Greetings beloveds,
When I think of ancestors and family I also think of home. While the entire home is a space occupied by family as a space for community and fellowship, there are certain spaces that are more oriented towards the energy of family than others. Always get in touch with your own feelings and space in whatever way works best for you before taking instruction from others. Remember this is your journey, this is your life.
According to feng shui, the lo shu magic square that I have referenced before here in The Enchanted Hearth: Masculinity and Space post and here in the 28 Days of Love: Finding the Love Section of Your Home post, places the energy of family in the center of the home. This seems logical as the home is cornerstone of where families congregate. It is the space that holds the energy of family expanding outwards from a physical structure to that of the land around it. This aligns with the energy of earth. Of being grounded, firm, growing, changing, shielding, exposing. It is the bedrock of all experiences. We come from the Earth and are continuously renewed by it’s resources. They say that our cells completely turn over every seven years. The energy, nutrients, and ability to be able to form new parts of ourselves comes from the Earth. From the food and water we ingest. From the tiniest beings that exist in the air, on every surface, within our bodies. We are of this Earth and will return to it. We then have ourselves as individuals who then are linked to our spaces and each other.
When speaking of homes and space let us note the variety that exists in how we define the term home. This could be a large, small, enclosed, built or natural environment spaces. Home includes apartments, houses, RV’s, mobile homes, a room within a living space, parks, schools, religious institutions, modes of transportation such as trains, bikes or cars. Home is a space that is personally defined and although ideally we would like it to correlate with the feelings of love, acceptance, and social support that is not always the case. Thus, your home, may not be what is traditionally thought of as home. That space may look radically different then what the standard stereotype of what makes up a home. These same standards apply to what constitutes a family.
Ancestral work can be a very difficult topic to broach. One person may be very close to their immediate family that is made up of a father, mother, and siblings. It’s more likely that one’s family looks very different. There are single/step-parents, grandparents, uncles, aunts, cousins, adopted siblings, close friends, mentors, and animals that make up what we think of as family. There are families that we choose and those that choose us. What lies at the core is love. Love first for yourself. Always take care of yourself as you are the foundation of your home and heart. Then love for each other.
So find the center of your home. Is it a hallway or room? What occupies that space? Sit there and connect with it. We’ll talk soon on ways to honor your ancestors that you can take an d put into this space.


_What to produce_. Repeat only what appears from the line containing "Image resolution: width=875" through the last line of the listing below, exactly as written.
*** Begin section ***
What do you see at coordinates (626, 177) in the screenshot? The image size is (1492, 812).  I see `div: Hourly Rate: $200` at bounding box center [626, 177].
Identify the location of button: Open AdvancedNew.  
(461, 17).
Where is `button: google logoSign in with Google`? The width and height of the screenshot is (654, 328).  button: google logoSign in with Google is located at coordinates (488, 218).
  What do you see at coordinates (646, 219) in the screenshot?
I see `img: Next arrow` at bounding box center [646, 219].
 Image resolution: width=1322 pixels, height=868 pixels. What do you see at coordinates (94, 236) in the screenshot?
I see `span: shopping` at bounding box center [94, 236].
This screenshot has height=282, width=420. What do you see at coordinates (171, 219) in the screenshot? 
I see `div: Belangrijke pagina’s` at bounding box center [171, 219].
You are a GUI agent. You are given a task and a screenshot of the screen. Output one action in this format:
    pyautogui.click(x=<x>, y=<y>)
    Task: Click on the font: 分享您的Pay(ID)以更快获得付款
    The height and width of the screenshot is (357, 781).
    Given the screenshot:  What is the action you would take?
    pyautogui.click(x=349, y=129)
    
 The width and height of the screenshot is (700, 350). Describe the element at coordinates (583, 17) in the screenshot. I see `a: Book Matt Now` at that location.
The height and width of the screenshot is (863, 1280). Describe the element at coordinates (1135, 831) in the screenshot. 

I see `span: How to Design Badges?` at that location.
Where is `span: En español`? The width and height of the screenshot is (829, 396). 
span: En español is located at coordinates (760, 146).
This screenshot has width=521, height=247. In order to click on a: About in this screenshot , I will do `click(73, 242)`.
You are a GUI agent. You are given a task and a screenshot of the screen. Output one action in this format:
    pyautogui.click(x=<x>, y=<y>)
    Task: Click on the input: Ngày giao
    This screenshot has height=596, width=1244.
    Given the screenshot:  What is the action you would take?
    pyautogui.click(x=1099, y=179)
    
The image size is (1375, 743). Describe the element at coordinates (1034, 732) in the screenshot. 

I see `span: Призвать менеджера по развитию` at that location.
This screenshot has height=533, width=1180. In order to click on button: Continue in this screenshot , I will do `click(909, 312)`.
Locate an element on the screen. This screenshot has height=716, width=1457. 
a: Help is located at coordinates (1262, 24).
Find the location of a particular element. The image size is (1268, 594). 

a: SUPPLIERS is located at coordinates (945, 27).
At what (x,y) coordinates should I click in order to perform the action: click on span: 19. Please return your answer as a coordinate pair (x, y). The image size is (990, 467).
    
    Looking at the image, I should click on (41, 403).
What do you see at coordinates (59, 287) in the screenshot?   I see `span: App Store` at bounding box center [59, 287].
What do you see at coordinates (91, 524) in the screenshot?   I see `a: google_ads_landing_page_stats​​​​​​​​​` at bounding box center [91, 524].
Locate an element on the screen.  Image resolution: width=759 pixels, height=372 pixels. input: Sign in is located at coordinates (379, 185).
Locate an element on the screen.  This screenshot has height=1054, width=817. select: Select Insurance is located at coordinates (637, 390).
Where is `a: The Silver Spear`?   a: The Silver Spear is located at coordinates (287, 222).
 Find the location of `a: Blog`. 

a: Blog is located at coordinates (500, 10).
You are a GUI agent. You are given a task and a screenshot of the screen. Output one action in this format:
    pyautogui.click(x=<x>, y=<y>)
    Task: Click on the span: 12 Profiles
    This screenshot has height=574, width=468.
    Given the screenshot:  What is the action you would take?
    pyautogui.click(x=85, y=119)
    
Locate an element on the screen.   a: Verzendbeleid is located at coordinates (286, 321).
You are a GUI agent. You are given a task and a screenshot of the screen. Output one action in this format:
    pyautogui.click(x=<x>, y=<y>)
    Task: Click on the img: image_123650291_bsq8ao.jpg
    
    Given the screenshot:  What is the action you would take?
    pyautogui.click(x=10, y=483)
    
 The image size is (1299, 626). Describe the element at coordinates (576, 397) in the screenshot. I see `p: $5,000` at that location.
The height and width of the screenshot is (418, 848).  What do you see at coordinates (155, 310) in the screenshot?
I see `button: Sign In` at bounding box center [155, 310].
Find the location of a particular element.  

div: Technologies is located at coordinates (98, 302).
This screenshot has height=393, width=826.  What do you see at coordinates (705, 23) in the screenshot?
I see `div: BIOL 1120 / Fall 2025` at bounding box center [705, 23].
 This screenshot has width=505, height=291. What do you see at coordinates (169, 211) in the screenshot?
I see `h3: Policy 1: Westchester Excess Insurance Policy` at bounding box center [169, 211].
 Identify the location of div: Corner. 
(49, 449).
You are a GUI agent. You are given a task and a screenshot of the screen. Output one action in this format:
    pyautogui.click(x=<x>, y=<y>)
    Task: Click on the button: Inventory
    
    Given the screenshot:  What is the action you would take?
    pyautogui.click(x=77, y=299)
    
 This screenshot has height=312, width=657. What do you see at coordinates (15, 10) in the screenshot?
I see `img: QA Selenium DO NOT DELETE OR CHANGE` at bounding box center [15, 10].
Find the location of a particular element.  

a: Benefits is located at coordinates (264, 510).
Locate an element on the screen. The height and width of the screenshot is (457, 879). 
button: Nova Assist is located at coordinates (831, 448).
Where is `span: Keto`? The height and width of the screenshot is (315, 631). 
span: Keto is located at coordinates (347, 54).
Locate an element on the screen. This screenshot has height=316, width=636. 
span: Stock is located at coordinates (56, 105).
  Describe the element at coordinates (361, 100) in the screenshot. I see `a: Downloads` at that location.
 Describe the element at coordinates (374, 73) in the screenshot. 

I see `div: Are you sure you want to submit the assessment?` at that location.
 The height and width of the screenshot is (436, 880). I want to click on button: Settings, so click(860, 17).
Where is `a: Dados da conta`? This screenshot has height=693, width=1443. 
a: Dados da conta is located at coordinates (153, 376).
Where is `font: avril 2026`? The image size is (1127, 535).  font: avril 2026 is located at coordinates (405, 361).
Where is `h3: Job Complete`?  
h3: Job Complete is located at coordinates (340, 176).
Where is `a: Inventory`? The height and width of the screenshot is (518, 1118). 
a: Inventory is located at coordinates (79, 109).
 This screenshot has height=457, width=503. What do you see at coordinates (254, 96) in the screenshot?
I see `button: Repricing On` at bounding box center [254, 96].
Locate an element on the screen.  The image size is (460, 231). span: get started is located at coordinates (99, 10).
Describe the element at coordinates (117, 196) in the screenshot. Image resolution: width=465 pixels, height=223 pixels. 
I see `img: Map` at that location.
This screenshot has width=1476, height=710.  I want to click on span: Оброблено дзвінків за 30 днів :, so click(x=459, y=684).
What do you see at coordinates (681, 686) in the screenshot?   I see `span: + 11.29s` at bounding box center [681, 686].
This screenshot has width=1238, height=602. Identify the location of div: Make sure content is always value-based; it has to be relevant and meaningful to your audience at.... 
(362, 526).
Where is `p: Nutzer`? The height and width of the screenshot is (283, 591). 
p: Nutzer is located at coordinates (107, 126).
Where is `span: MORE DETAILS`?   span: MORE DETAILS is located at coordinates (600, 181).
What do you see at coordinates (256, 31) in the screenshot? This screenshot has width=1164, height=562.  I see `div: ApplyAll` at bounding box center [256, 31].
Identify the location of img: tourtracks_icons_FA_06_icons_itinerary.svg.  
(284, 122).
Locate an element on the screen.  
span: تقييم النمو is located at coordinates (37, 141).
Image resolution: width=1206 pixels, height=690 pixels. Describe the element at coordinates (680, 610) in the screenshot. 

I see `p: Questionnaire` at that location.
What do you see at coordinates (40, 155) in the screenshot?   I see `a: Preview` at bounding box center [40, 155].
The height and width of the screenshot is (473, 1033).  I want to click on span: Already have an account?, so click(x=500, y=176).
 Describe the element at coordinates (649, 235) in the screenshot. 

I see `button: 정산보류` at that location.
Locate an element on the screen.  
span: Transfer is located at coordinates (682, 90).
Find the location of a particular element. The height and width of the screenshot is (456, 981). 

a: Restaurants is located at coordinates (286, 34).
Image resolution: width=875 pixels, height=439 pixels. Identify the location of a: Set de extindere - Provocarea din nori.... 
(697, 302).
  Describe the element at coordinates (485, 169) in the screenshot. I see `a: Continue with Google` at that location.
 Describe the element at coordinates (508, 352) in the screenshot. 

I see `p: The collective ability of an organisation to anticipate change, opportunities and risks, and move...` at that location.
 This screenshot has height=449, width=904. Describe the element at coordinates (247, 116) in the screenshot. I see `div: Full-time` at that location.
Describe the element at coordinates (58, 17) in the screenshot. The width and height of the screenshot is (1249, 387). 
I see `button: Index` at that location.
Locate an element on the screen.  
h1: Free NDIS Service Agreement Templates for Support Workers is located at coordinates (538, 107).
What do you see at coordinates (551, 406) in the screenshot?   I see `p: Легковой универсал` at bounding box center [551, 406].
*** End section ***
_Response to the task_.
Image resolution: width=875 pixels, height=439 pixels. Identify the location of a: Set de extindere - Provocarea din nori.... 
(697, 302).
  Describe the element at coordinates (485, 169) in the screenshot. I see `a: Continue with Google` at that location.
 Describe the element at coordinates (508, 352) in the screenshot. 

I see `p: The collective ability of an organisation to anticipate change, opportunities and risks, and move...` at that location.
 This screenshot has height=449, width=904. Describe the element at coordinates (247, 116) in the screenshot. I see `div: Full-time` at that location.
Describe the element at coordinates (58, 17) in the screenshot. The width and height of the screenshot is (1249, 387). 
I see `button: Index` at that location.
Locate an element on the screen.  
h1: Free NDIS Service Agreement Templates for Support Workers is located at coordinates (538, 107).
What do you see at coordinates (551, 406) in the screenshot?   I see `p: Легковой универсал` at bounding box center [551, 406].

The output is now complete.